OFFSCREEN
Benjamin Heisenberg
Twelve Angry Men (Die zwölf Geschworenen)
16.–20.10.2024
Grand Garage Haussmann
43-45 Rue de Laborde, 75008 Paris, France
Benjamin Heisenberg’s installation Twelve Angry Men (Die Zwölf Geschworenen) challenges the interrelations of the artist’s and film maker’s imprinting and self- perception. Video works, pictures and historical artefacts form an environment that is evidence of Heisenberg’s incessant active process to articulate a mindset towards personal, family-, and German history. Twelve Angry Men (Die zwölf Geschworenen) condenses this quest that has been going on for many years, informing and shaping his work.
It is a series of suitcases and boxes, all of which come from the attic of Benjamin Heisenberg's grandmother and great-grandmother's house.One suitcase contains a completely preserved court uniform from the imperial era, wrapped in a newspaper from 8 May 1916, another a Wehrmacht uniform wrapped in a newspaper from 1945, and a third box contains carefully wrapped letters that have been artfully overgrown by a wasp's nest. Heisenberg himself has added a small blue clothes box, with his private riding uniform wrapped in a newspaper from 12 September 2001 - as a reference to the moment in his life that subjectively felt like the clearest approach of a great war. The other suitcases are empty, but lined with wrapping paper and another newspaper, which also tell of their time.

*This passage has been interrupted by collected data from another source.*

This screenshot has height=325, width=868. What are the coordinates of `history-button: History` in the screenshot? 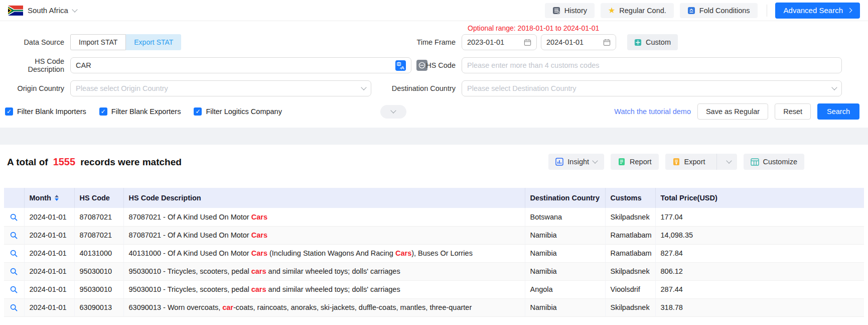 It's located at (570, 11).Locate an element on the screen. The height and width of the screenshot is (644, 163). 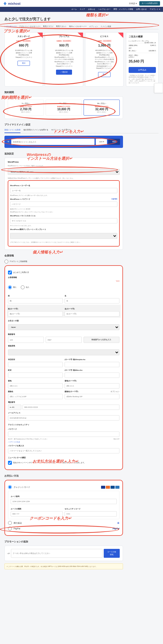
paypal-icon: PayPal is located at coordinates (116, 529). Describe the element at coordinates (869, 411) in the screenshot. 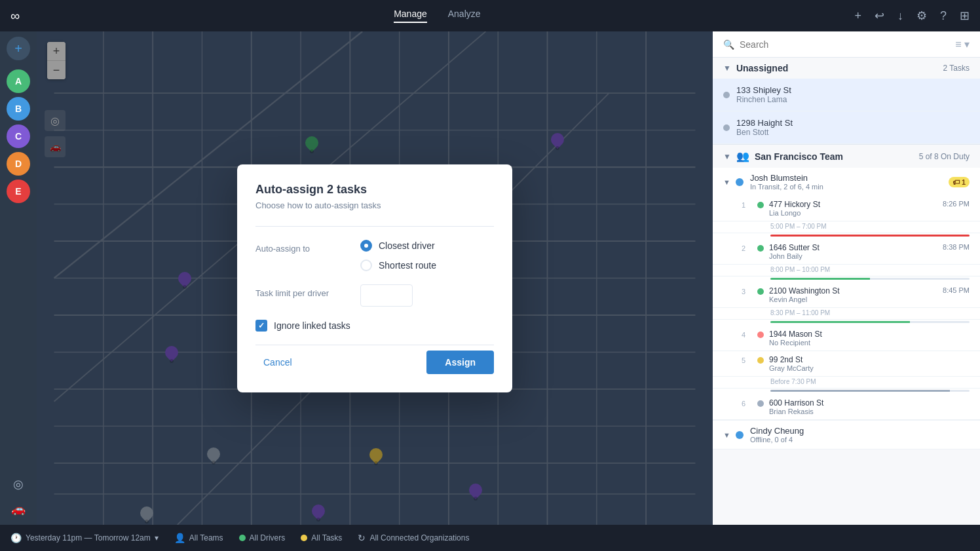

I see `route-person-6: Brian Rekasis` at that location.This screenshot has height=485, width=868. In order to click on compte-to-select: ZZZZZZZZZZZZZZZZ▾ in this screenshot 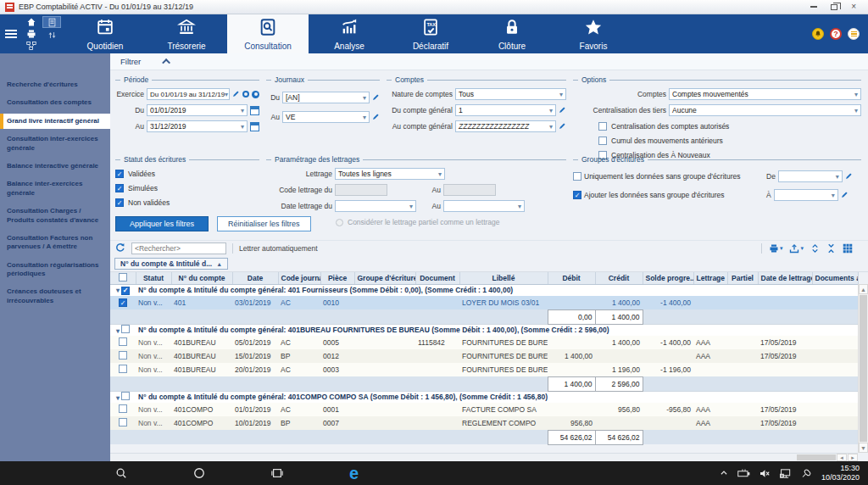, I will do `click(505, 126)`.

The twelve little ‘men’ with a magnifying glass for a head are, so to speak, inner parts of Heisenberg's personality, searching through the history of his family and making sense of it. They also give the installation the title Twelve Angry Men, after the feature film.
Arranged around it are four videos that deal essayistically with four terms that Heisenberg strongly associates with the history of the last century in Germany: Manipulation, Fiction, Faith and Romanticism. All the films are made from material closely related to him or his friends and always refer to his private past.